Genette, Gerard. Narrative Discourse. Translated by Jane E. Lewin. Ithaca, NY: Cornell UP, 1980.
Georges, Robert A., and Michael Owen Jones. Folkloristics: An Introduction. Bloomington: Indiana University Press, 1995.
Goffman, Erving. Forms of Talk. Philadelphia: University of Pennsylvania Press, 1981.
Grimshaw, Allen and Leah Holden. “Post Childhood Modifications of Linguistic and Social Competence.” In Language as Social Resource, Allen Grimshaw (ed.). Stanford, CA: Stanford University Press, 1981: 105-127.
Gumperz, John and Dell Hymes (eds.). Directions in Sociolinguistics: The Ethnography of Communication. Chicago: Holt Rhinhart and Winston, 1972.
Levi-Strauss, Claude. The Raw and the Cooked. Chicago: University of Chicago Press, 1983.
McDaniel, Thomas Rudy. “A Software-Based Knowledge Management System Using Narrative Texts.” PhD diss., University of Central Florida, 2004.
McLuhan, Marshall.
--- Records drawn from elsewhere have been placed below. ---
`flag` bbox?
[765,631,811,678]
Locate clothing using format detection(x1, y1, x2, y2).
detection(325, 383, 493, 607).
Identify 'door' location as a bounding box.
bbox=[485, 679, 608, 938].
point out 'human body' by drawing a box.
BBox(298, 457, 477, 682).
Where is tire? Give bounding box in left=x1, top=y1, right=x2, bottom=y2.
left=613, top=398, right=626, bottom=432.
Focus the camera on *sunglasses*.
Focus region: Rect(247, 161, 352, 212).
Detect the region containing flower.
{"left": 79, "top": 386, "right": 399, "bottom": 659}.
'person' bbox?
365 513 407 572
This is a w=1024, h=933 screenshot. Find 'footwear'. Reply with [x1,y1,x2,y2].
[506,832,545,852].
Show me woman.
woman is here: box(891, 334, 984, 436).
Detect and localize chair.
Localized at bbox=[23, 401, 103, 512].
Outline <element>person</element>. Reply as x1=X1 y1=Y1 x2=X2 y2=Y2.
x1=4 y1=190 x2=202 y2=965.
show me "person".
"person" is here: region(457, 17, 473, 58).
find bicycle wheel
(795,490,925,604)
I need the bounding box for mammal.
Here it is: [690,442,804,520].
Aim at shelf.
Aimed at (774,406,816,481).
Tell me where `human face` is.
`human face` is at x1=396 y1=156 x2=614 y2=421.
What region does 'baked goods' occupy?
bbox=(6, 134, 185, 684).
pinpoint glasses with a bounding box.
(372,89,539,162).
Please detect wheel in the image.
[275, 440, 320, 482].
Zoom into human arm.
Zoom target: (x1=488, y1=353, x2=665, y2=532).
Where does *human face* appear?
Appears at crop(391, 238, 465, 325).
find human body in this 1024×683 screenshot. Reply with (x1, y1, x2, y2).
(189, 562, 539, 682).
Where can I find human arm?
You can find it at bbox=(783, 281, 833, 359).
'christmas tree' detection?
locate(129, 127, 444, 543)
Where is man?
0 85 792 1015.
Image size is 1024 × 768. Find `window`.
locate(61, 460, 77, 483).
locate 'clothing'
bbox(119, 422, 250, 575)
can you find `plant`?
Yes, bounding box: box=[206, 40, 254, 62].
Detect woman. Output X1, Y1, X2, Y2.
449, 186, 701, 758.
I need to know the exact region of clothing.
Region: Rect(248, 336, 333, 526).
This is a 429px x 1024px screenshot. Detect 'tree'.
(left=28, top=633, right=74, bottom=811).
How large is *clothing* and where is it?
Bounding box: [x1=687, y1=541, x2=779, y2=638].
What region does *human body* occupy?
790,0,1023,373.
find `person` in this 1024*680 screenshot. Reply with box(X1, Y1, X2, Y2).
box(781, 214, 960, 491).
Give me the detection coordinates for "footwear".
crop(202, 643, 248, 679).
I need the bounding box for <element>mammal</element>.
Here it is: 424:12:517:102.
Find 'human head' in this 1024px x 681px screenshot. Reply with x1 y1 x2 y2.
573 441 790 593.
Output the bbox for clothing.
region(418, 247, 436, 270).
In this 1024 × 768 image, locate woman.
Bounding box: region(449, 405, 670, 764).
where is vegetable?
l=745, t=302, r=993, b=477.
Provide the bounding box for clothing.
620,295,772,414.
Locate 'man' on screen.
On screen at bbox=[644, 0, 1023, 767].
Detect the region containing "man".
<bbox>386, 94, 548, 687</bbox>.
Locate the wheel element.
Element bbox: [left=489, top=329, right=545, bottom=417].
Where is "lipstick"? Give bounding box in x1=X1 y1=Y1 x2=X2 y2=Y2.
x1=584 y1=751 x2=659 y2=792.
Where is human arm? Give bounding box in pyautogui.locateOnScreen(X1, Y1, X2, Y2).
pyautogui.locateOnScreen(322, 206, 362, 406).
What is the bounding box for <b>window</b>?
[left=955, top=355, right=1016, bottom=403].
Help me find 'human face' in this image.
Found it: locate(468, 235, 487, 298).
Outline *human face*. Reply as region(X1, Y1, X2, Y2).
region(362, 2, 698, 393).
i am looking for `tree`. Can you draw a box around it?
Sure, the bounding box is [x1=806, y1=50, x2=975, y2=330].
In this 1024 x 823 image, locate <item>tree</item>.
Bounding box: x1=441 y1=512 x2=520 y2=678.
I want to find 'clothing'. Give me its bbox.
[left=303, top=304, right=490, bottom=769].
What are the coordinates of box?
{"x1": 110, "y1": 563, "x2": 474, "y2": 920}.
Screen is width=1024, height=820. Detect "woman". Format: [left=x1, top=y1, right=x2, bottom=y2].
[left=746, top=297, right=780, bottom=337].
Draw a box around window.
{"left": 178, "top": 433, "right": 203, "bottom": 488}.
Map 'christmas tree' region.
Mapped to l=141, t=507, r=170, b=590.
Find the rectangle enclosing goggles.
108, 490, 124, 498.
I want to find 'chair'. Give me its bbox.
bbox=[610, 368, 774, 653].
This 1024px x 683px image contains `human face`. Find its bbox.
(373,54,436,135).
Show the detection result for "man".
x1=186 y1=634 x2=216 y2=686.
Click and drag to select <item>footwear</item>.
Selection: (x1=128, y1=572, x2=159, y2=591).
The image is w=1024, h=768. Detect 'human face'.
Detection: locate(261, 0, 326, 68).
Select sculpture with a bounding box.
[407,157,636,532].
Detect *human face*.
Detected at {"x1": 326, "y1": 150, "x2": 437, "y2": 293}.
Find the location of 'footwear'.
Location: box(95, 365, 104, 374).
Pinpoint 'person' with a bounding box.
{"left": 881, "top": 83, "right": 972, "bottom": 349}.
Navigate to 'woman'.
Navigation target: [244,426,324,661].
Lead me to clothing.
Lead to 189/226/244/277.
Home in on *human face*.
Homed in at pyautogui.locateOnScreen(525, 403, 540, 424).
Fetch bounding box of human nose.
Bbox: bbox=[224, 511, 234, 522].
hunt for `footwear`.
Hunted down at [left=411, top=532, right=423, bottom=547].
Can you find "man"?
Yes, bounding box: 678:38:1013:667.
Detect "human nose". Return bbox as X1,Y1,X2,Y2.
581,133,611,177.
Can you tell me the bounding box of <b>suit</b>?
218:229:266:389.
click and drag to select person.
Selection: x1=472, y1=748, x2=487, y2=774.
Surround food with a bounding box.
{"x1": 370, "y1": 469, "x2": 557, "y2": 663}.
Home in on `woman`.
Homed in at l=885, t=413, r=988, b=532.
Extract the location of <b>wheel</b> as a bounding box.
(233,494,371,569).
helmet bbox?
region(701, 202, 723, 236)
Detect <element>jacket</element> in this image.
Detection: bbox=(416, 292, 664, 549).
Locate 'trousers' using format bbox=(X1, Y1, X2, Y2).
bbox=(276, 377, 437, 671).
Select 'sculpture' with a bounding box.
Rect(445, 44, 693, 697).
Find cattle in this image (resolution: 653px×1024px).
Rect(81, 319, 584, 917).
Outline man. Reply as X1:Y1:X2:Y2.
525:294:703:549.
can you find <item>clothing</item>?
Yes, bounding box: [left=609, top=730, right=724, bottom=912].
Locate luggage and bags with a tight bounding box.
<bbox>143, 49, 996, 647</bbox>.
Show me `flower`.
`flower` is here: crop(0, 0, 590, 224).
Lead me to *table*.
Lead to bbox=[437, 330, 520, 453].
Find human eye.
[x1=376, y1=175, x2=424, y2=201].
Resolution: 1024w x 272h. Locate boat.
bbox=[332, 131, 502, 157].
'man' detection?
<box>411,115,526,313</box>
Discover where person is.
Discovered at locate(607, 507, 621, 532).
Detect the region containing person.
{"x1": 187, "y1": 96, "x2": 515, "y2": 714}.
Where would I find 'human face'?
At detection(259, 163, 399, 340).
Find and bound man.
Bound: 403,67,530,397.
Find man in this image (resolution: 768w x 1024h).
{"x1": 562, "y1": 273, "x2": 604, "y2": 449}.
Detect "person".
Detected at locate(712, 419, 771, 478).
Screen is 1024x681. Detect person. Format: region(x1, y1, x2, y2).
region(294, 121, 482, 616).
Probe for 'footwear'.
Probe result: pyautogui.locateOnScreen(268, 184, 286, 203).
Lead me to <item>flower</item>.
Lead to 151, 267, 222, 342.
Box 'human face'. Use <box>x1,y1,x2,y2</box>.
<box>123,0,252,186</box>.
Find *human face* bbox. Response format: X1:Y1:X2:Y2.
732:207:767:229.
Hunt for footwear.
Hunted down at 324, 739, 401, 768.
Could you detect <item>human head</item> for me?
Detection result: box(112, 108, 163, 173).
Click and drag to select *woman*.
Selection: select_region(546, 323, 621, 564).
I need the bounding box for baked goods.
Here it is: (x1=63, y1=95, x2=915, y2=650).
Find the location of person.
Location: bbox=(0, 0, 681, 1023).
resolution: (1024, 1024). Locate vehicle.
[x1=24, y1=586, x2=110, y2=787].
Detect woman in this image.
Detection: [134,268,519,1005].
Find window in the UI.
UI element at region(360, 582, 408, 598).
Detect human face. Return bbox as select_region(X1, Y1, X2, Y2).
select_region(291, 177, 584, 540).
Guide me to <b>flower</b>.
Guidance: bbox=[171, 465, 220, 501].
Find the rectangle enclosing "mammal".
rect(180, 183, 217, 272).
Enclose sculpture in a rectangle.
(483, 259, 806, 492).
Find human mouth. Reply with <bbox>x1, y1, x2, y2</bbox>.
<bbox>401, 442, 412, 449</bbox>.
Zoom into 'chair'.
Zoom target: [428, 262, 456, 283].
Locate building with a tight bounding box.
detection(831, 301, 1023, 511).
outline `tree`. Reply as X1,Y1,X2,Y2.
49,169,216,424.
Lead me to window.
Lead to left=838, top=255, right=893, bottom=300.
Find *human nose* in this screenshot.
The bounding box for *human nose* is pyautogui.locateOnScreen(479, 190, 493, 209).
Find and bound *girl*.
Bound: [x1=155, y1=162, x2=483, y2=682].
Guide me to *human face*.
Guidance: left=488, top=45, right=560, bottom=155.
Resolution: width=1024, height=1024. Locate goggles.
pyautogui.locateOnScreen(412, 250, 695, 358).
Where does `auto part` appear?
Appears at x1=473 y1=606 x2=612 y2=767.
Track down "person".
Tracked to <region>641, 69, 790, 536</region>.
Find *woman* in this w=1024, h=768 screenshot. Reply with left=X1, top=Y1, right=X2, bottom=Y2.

Understanding Media: The Extensions of Man. New York: McGraw-Hill, 1965.
Minsky, Marvin. The Society of Mind. New York: Simon & Schuster, 1985.
Onega, Susana, and Jose Angel Garcia Landa, eds. Narratology: An Introduction. London: Longman, 1996.
Orr, Julian E. Talking About Machines: An Ethnography of a Modern Job, Collection on Technology and Work. Ithaca, N.Y.: ILR Press, 1996.
Propp, Vladimir. Morphology of the Folktale. 2d ed, Publications of the American Folklore Society. Bibliographical and Special Series. Austin, TX: University of Texas Press, 1968.
Schiffrin, Deborah. “The Management of a Co-Operative Self During Argument: The Role of Opinions and Stories.” In Conflict Talk: Sociolinguistic Investigations of Arguments in Conversations, edited by Allen Grimshaw, 241-58. Cambridge, NY: Cambridge University Press, 1990.
Simonton, Dean Keith. “Group Artistic Creativity: Creative Clusters and Cinematic Success in Feature Films.” Journal of Applied Social Psychology 34, no. 7 (2004): 1949-520.
Underberg, Natalie. “Holy Listening: Narrative, Identity, and Tradition among Contemporary Benedictine Sisters.” PhD diss., Indiana University, 2001.
Weber, Max. Economy and Society. New York: New York University Press, 1968. XML.Com. 2003.